Thinking About a Global Blackness

Now, before you read further, I need to make it clear that I am not thinking about Blackness in terms of myself. I am a white woman who happens to be a scholar of African American literature and theater, with overlapping interests in critical race theory, linguistics, and history. When I hear things in popular culture that at all relate to the work I’m doing, I like to write about it and practice the kind of connection making I require my students to do in the classroom. If there’s one thing I say over and over again to students is that our study of literature does not begin and end within the four walls of our classroom. Making connections and seeing how our texts relate to the world around them helps students see their study as relevant and critical, rather than old and musty. So I need to practice what I preach, I figure.

On this week’s episode of the podcast Another Round with Heben and Tracy, their guest Bim Adewunmi spoke of her perspective as a Nigerian-British woman with regard to the influence of African American culture on global understandings of Blackness. She noted that American culture is highly influential and pervasive, and because of that, representations of “Blackness” around the world tend to be rooted in an African American Blackness, even though there are many more “ways to be Black.”

This caught my attention not just because it is interesting, or because Adewunmi was herself an interesting person, but because it connects to some issues and challenges within the Black Power Movement of the 1960s-1970s. Specifically, I’m thinking of the Pan-African movement within Black Power, which sought to develop solidarity between African Americans and Africans. In his book New Day in Babylon: The Black Power Movement and American Culture, 1965-1975, William Van Deburg discusses various aspects of the movement, many of which related to the idea of a global African-ness, if not a global Blackness.

Van Deburg argues that in the wake of Frantz Fanon’s seminal text The Wretched of the Earth, African American thinkers and political figures began to see themselves as part of a larger familial group of the African Diaspora, rather than only as descendants of American slaves.

By adhering to this culture-based African philosophical orientation, black Americans could draw upon the power of the collective in their struggle to become active agents in shaping the world (60).

This collective mindset was meant to help create a fully aware, positive Black consciousness, so it is interesting to juxtapose this philosophy of first connecting with the global African community in order to improve the state of things in the US with Adewunmi’s description of African American culture, acting independently of the global community, overwhelming all other means of Blackness around the world.

Interestingly, this notion of the powerful influence of American ideology and culture over the rest of the world was something of an obstacle for the revolutionary subset of Black nationalists during the Black Power Movement. Van Deburg writes:

The fundamental problem facing black and other Third World peoples was American-led, capitalist control of international economic affairs. The fundamental solution then, was to make the entire world a battlefield–to organize both nationally and internationally for the overthrow of the prevailing system. […] Control of the black nation-state had to be viewed as part of the world liberation movement, not as an end in itself (153).

Thus, the pervasiveness of American culture, even African American culture, was a point of contention within the Black Power Movement, or at least within certain factions of the Movement.

Adewunmit said on the podcast that she was planning on writing something about this idea of Global Blackness and its relationship to the African American experience that is so often represented as the default Blackness. I hope she is able to do so, because I look forward to reading it and learning more about her experiences in this context.

Reading List and Citations:

  • Fanon, Frantz. The Wretched of the Earth. Trans. Constance Farrington. London: Penguin Books, 2001.
  • Van Deburg, William. New Day in Babylon: The Black Power Movement and American Culture, 1965-1975. Chicago: University of Chicago Press, 1992.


# [Problem statement]
Which lines in the data below contain the word "symbol"? Copy each of them.

# [Data provided]
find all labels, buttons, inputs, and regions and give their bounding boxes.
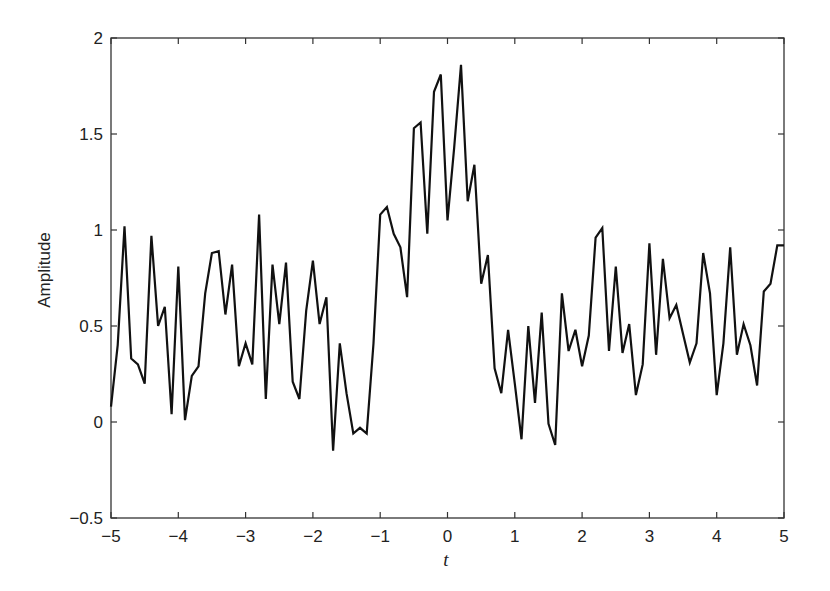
y-tick-label: 0 [94,413,103,432]
x-tick-label: 2 [577,527,586,546]
x-tick-labels: −5−4−3−2−1012345 [101,527,788,546]
x-axis-label: t [443,549,449,570]
x-tick-label: 0 [443,527,452,546]
signal-line [111,65,784,451]
y-tick-label: 1.5 [79,125,103,144]
y-tick-label: 0.5 [79,317,103,336]
axis-ticks [111,38,784,518]
x-tick-label: 4 [712,527,721,546]
x-tick-label: 3 [645,527,654,546]
x-tick-label: −5 [101,527,120,546]
y-axis-label: Amplitude [35,232,54,308]
y-tick-label: −0.5 [69,509,103,528]
x-tick-label: 5 [779,527,788,546]
y-tick-labels: −0.500.511.52 [69,29,103,528]
line-chart: −5−4−3−2−1012345 −0.500.511.52 t Amplitu… [0,0,830,591]
plot-frame [111,38,784,518]
y-tick-label: 2 [94,29,103,48]
x-tick-label: −2 [303,527,322,546]
x-tick-label: −1 [371,527,390,546]
x-tick-label: −4 [169,527,188,546]
x-tick-label: −3 [236,527,255,546]
y-tick-label: 1 [94,221,103,240]
plot-area [111,38,784,518]
x-tick-label: 1 [510,527,519,546]
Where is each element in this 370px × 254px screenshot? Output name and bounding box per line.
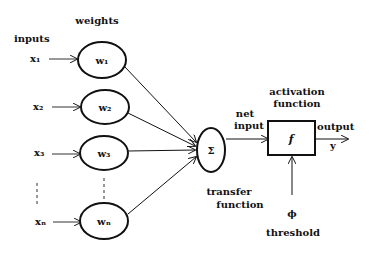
connection-1 (125, 67, 196, 142)
activation-label: activation (269, 86, 325, 97)
transfer-function-label: function (216, 199, 264, 210)
weight-w3: w₃ (97, 148, 111, 159)
connection-n (128, 157, 196, 214)
net-label: net (236, 108, 255, 119)
output-y: y (329, 140, 337, 151)
output-label: output (317, 121, 355, 132)
transfer-label: transfer (206, 186, 252, 197)
weight-wn: wₙ (96, 216, 111, 227)
inputs-label: inputs (14, 33, 50, 44)
weights-label: weights (74, 15, 119, 26)
activation-function-label: function (273, 98, 321, 109)
sigma-symbol: Σ (207, 145, 214, 156)
weight-w1: w₁ (95, 55, 109, 66)
connection-2 (128, 113, 195, 146)
connection-3 (128, 150, 195, 151)
input-x2: x₂ (33, 101, 43, 112)
threshold-label: threshold (266, 227, 320, 238)
input-x1: x₁ (30, 53, 40, 64)
weight-w2: w₂ (98, 102, 112, 113)
input-xn: xₙ (35, 216, 46, 227)
input-label: input (234, 120, 264, 131)
neuron-diagram: weights inputs x₁ x₂ x₃ xₙ w₁ w₂ w₃ wₙ Σ… (0, 0, 370, 254)
phi-symbol: ϕ (287, 208, 296, 219)
input-x3: x₃ (34, 147, 44, 158)
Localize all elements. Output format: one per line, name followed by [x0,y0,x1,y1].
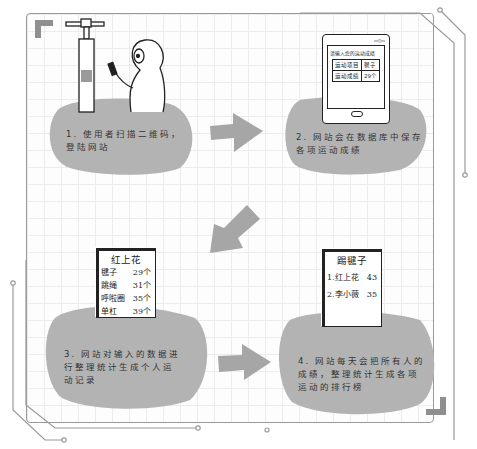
table-cell: 运动成绩 [333,71,362,82]
table-cell: 毽子 [362,60,380,71]
step-3-record-sheet: 红上花 毽子 29个 跳绳 31个 呼啦圈 35个 单杠 39个 [96,248,156,318]
tablet-screen: 请输入您的运动成绩 运动项目 毽子 运动成绩 29个 [327,45,385,109]
table-cell: 运动项目 [333,60,362,71]
leaderboard-name: 李小薇 [335,290,359,299]
record-item: 单杠 [101,305,117,318]
record-value: 39个 [133,305,151,318]
record-name: 红上花 [97,252,155,266]
record-row: 单杠 39个 [97,305,155,318]
leaderboard-name: 红上花 [335,273,359,282]
record-item: 毽子 [101,266,117,279]
leaderboard-entry: 1.红上花 [327,271,359,284]
leaderboard-entry: 2.李小薇 [327,288,359,301]
leaderboard-title: 踢毽子 [323,253,381,267]
caption-line: 1. 使用者扫描二维码， [66,128,182,141]
tablet-home-button-icon [351,111,363,117]
leaderboard-row: 1.红上花 43 [323,271,381,284]
caption-line: 行整理统计生成个人运 [64,361,180,374]
record-row: 呼啦圈 35个 [97,292,155,305]
leaderboard-value: 43 [367,271,377,284]
table-row: 运动项目 毽子 [333,60,380,71]
step-1-caption: 1. 使用者扫描二维码， 登陆网站 [66,128,182,154]
arrow-step2-to-step3 [210,205,260,253]
step-2-caption: 2. 网站会在数据库中保存 各项运动成绩 [296,131,423,157]
tablet-score-table: 运动项目 毽子 运动成绩 29个 [332,59,380,82]
step-1-illustration [66,19,165,112]
tablet-status-icons: ▭▯▭ [374,38,385,43]
caption-line: 3. 网站对输入的数据进 [64,348,180,361]
table-cell: 29个 [362,71,380,82]
record-value: 29个 [133,266,151,279]
record-item: 呼啦圈 [101,292,125,305]
caption-line: 各项运动成绩 [296,144,423,157]
caption-line: 4. 网站每天会把所有人的 [298,355,425,368]
caption-line: 动记录 [64,374,180,387]
caption-line: 运动的排行榜 [298,381,425,394]
caption-line: 成绩，整理统计生成各项 [298,368,425,381]
record-item: 跳绳 [101,279,117,292]
qr-code [81,70,92,82]
record-value: 31个 [133,279,151,292]
step-2-tablet: ▭▯▭ 请输入您的运动成绩 运动项目 毽子 运动成绩 29个 [322,34,390,124]
leaderboard-value: 35 [367,288,377,301]
arrow-step3-to-step4 [218,344,271,380]
step-3-caption: 3. 网站对输入的数据进 行整理统计生成个人运 动记录 [64,348,180,387]
record-row: 毽子 29个 [97,266,155,279]
caption-line: 登陆网站 [66,141,182,154]
leaderboard-row: 2.李小薇 35 [323,288,381,301]
leaderboard-rank: 1. [327,273,335,282]
corner-marker-bottom-right [426,397,446,415]
tablet-prompt: 请输入您的运动成绩 [330,49,382,56]
caption-line: 2. 网站会在数据库中保存 [296,131,423,144]
record-row: 跳绳 31个 [97,279,155,292]
step-4-caption: 4. 网站每天会把所有人的 成绩，整理统计生成各项 运动的排行榜 [298,355,425,394]
step-4-leaderboard-sheet: 踢毽子 1.红上花 43 2.李小薇 35 [322,249,382,327]
leaderboard-rank: 2. [327,290,335,299]
record-value: 35个 [133,292,151,305]
arrow-step1-to-step2 [210,113,263,152]
corner-marker-top-left [35,20,53,38]
table-row: 运动成绩 29个 [333,71,380,82]
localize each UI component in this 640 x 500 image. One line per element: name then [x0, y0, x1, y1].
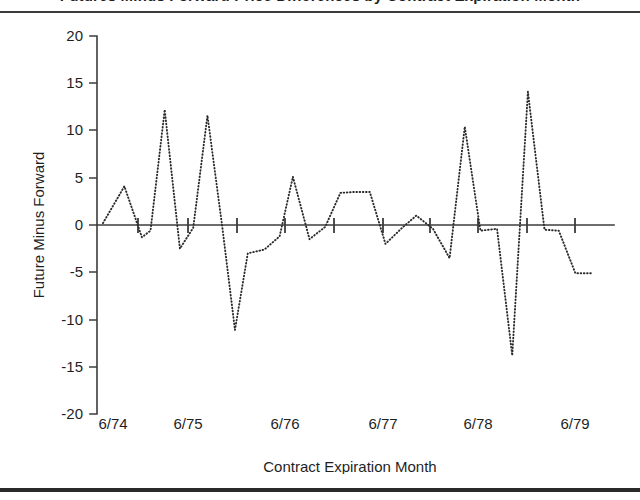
- figure-title-clipped: Futures Minus Forward Price Differences …: [0, 0, 640, 5]
- x-tick-label-677: 6/77: [368, 415, 397, 432]
- x-tick-label-675: 6/75: [173, 415, 202, 432]
- x-tick-label-676: 6/76: [270, 415, 299, 432]
- y-tick-label-neg5: -5: [70, 263, 83, 280]
- plot-area: 20 15 10 5 0 -5 -10 -15 -20 6/74 6/75 6/…: [0, 14, 640, 474]
- x-axis-title: Contract Expiration Month: [263, 458, 436, 474]
- y-tick-label-15: 15: [66, 74, 83, 91]
- top-horizontal-rule: [0, 11, 640, 13]
- figure-title-text: Futures Minus Forward Price Differences …: [60, 0, 580, 4]
- y-tick-label-20: 20: [66, 27, 83, 44]
- y-tick-label-0: 0: [75, 216, 83, 233]
- chart-figure: Futures Minus Forward Price Differences …: [0, 0, 640, 500]
- series-line-future-minus-forward: [103, 92, 592, 356]
- bottom-horizontal-rule: [0, 488, 640, 492]
- y-tick-label-neg10: -10: [61, 311, 83, 328]
- x-tick-label-678: 6/78: [463, 415, 492, 432]
- y-axis-title: Future Minus Forward: [30, 152, 47, 299]
- y-tick-label-neg15: -15: [61, 358, 83, 375]
- y-tick-label-neg20: -20: [61, 405, 83, 422]
- y-tick-label-5: 5: [75, 169, 83, 186]
- x-tick-label-679: 6/79: [560, 415, 589, 432]
- x-tick-label-674: 6/74: [98, 415, 127, 432]
- y-tick-label-10: 10: [66, 121, 83, 138]
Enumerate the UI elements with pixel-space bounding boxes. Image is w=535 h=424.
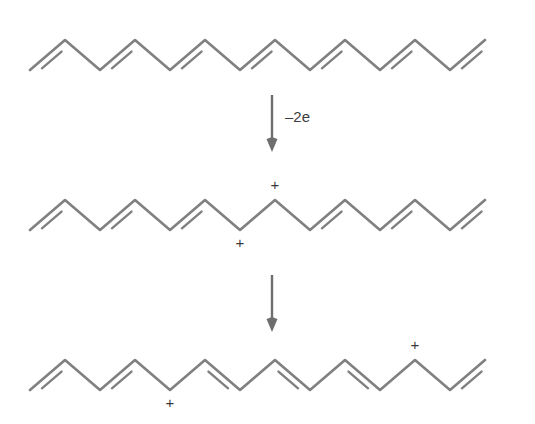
neutral-chain bbox=[30, 40, 485, 70]
double-bond-line bbox=[462, 372, 482, 389]
double-bond-line bbox=[462, 52, 482, 69]
double-bond-line bbox=[322, 212, 342, 229]
double-bond-line bbox=[322, 52, 342, 69]
double-bond-line bbox=[208, 372, 228, 389]
double-bond-line bbox=[42, 212, 62, 229]
chain-backbone bbox=[30, 360, 485, 390]
arrow-head bbox=[267, 317, 278, 332]
arrow-head bbox=[267, 137, 278, 152]
reagent-label: –2e bbox=[285, 108, 310, 125]
scheme-canvas: –2e ++++ bbox=[0, 0, 535, 424]
double-bond-line bbox=[462, 212, 482, 229]
reaction-scheme-figure: –2e ++++ bbox=[0, 0, 535, 424]
positive-charge-label: + bbox=[166, 394, 175, 411]
positive-charge-label: + bbox=[236, 234, 245, 251]
double-bond-line bbox=[112, 52, 132, 69]
positive-charge-label: + bbox=[411, 336, 420, 353]
bipolaron-chain bbox=[30, 200, 485, 230]
double-bond-line bbox=[42, 372, 62, 389]
double-bond-line bbox=[182, 212, 202, 229]
double-bond-line bbox=[392, 212, 412, 229]
double-bond-line bbox=[112, 372, 132, 389]
chain-backbone bbox=[30, 40, 485, 70]
separated-polarons-chain bbox=[30, 360, 485, 390]
double-bond-line bbox=[252, 52, 272, 69]
positive-charge-label: + bbox=[271, 176, 280, 193]
double-bond-line bbox=[182, 52, 202, 69]
double-bond-line bbox=[42, 52, 62, 69]
double-bond-line bbox=[112, 212, 132, 229]
polaron-separation-arrow bbox=[267, 275, 278, 332]
double-bond-line bbox=[392, 52, 412, 69]
arrows-layer: –2e bbox=[267, 95, 311, 332]
chain-backbone bbox=[30, 200, 485, 230]
double-bond-line bbox=[348, 372, 368, 389]
oxidation-arrow: –2e bbox=[267, 95, 311, 152]
double-bond-line bbox=[278, 372, 298, 389]
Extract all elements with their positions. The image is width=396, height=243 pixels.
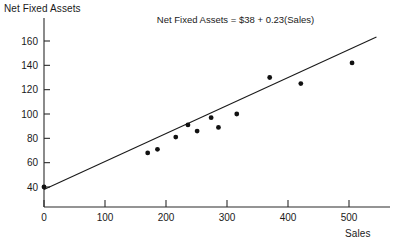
y-tick-label: 60 (27, 157, 39, 168)
data-point (216, 125, 221, 130)
x-tick-group: 0100200300400500 (41, 200, 358, 223)
y-tick-group: 406080100120140160 (21, 36, 50, 193)
chart-container: Net Fixed Assets Sales 40608010012014016… (0, 0, 396, 243)
y-tick-label: 160 (21, 36, 38, 47)
scatter-plot-svg: 406080100120140160 0100200300400500 Net … (0, 0, 396, 243)
x-tick-label: 200 (158, 212, 175, 223)
data-point (173, 135, 178, 140)
data-point (267, 75, 272, 80)
equation-annotation-group: Net Fixed Assets = $38 + 0.23(Sales) (157, 14, 314, 25)
data-point (234, 112, 239, 117)
data-point (195, 129, 200, 134)
data-point (298, 81, 303, 86)
y-tick-label: 140 (21, 60, 38, 71)
x-tick-label: 300 (219, 212, 236, 223)
regression-line (44, 37, 376, 190)
regression-line-group (44, 37, 376, 190)
x-tick-label: 500 (341, 212, 358, 223)
data-point (209, 115, 214, 120)
data-point (145, 151, 150, 156)
y-tick-label: 40 (27, 182, 39, 193)
y-tick-label: 100 (21, 109, 38, 120)
x-tick-label: 0 (41, 212, 47, 223)
y-tick-label: 120 (21, 84, 38, 95)
data-point (155, 147, 160, 152)
data-point (350, 61, 355, 66)
x-tick-label: 400 (280, 212, 297, 223)
y-tick-label: 80 (27, 133, 39, 144)
x-tick-label: 100 (97, 212, 114, 223)
regression-equation-label: Net Fixed Assets = $38 + 0.23(Sales) (157, 14, 314, 25)
data-point (186, 123, 191, 128)
data-point (42, 185, 47, 190)
axis-group (44, 18, 390, 207)
data-points-group (42, 61, 355, 190)
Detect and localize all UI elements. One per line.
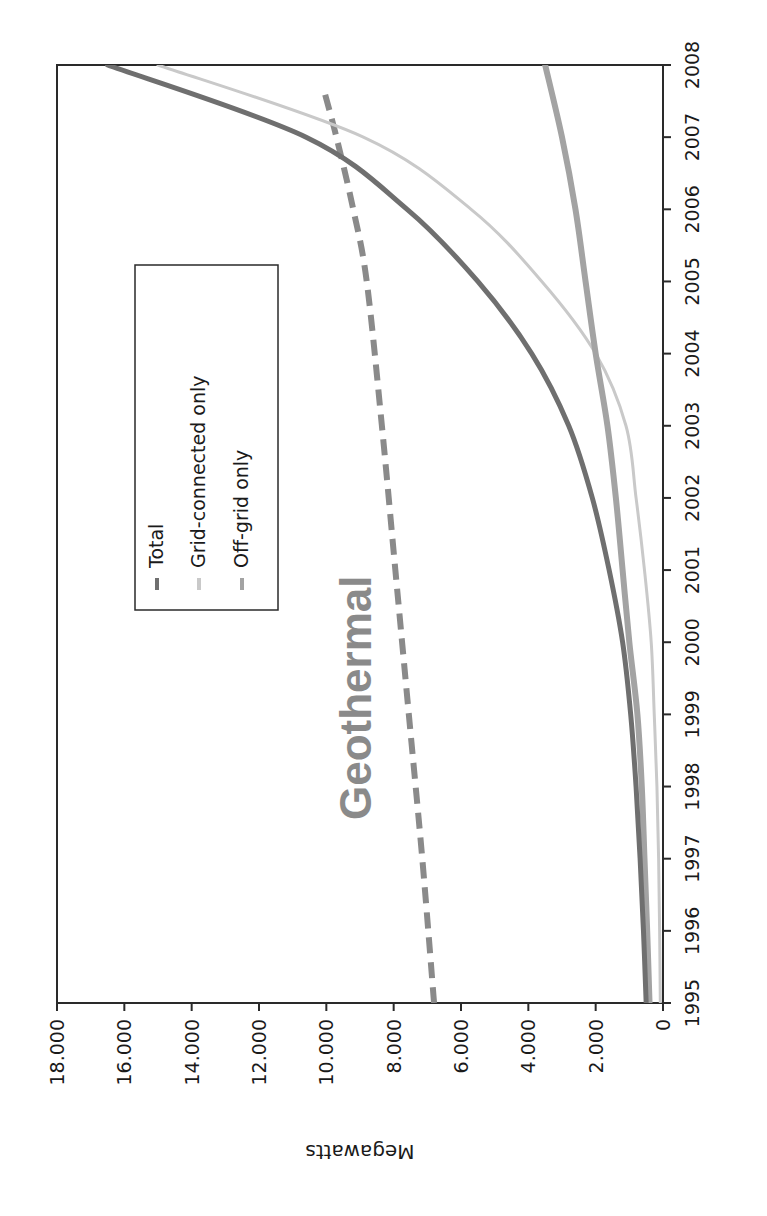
legend-label: Total [145, 524, 167, 569]
geothermal-dashed-line [323, 87, 434, 1003]
geothermal-annotation: Geothermal [331, 575, 380, 820]
value-tick-label: 2.000 [585, 1019, 607, 1073]
value-tick-label: 10.000 [315, 1019, 337, 1085]
year-tick-label: 2007 [681, 113, 703, 161]
year-tick-label: 1997 [681, 835, 703, 883]
y-axis-title: Megawatts [305, 1140, 414, 1164]
value-tick-label: 14.000 [181, 1019, 203, 1085]
value-tick-label: 18.000 [46, 1019, 68, 1085]
value-tick-label: 16.000 [113, 1019, 135, 1085]
legend-label: Grid-connected only [187, 376, 209, 568]
value-tick-label: 8.000 [383, 1019, 405, 1073]
year-tick-label: 2004 [681, 329, 703, 377]
value-tick-label: 0 [652, 1019, 674, 1031]
year-tick-label: 2008 [681, 41, 703, 89]
year-tick-label: 2000 [681, 618, 703, 666]
value-tick-label: 12.000 [248, 1019, 270, 1085]
year-tick-label: 1998 [681, 762, 703, 810]
value-tick-label: 6.000 [450, 1019, 472, 1073]
year-tick-label: 2003 [681, 402, 703, 450]
year-tick-label: 2006 [681, 185, 703, 233]
year-tick-label: 1995 [681, 979, 703, 1027]
legend-label: Off-grid only [230, 450, 252, 568]
year-tick-label: 2001 [681, 546, 703, 594]
year-tick-label: 2005 [681, 257, 703, 305]
year-tick-label: 2002 [681, 474, 703, 522]
megawatts-axis-ticks: 02.0004.0006.0008.00010.00012.00014.0001… [46, 1003, 674, 1085]
year-axis-ticks: 1995199619971998199920002001200220032004… [663, 41, 703, 1027]
value-tick-label: 4.000 [517, 1019, 539, 1073]
series-line-off-grid-only [545, 65, 649, 1003]
year-tick-label: 1999 [681, 690, 703, 738]
year-tick-label: 1996 [681, 907, 703, 955]
legend: TotalGrid-connected onlyOff-grid only [135, 265, 278, 610]
rotated-line-chart: 02.0004.0006.0008.00010.00012.00014.0001… [0, 0, 767, 1216]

# [Result]
sigma-symbol: Σ (207, 145, 214, 156)
phi-symbol: ϕ (287, 208, 296, 219)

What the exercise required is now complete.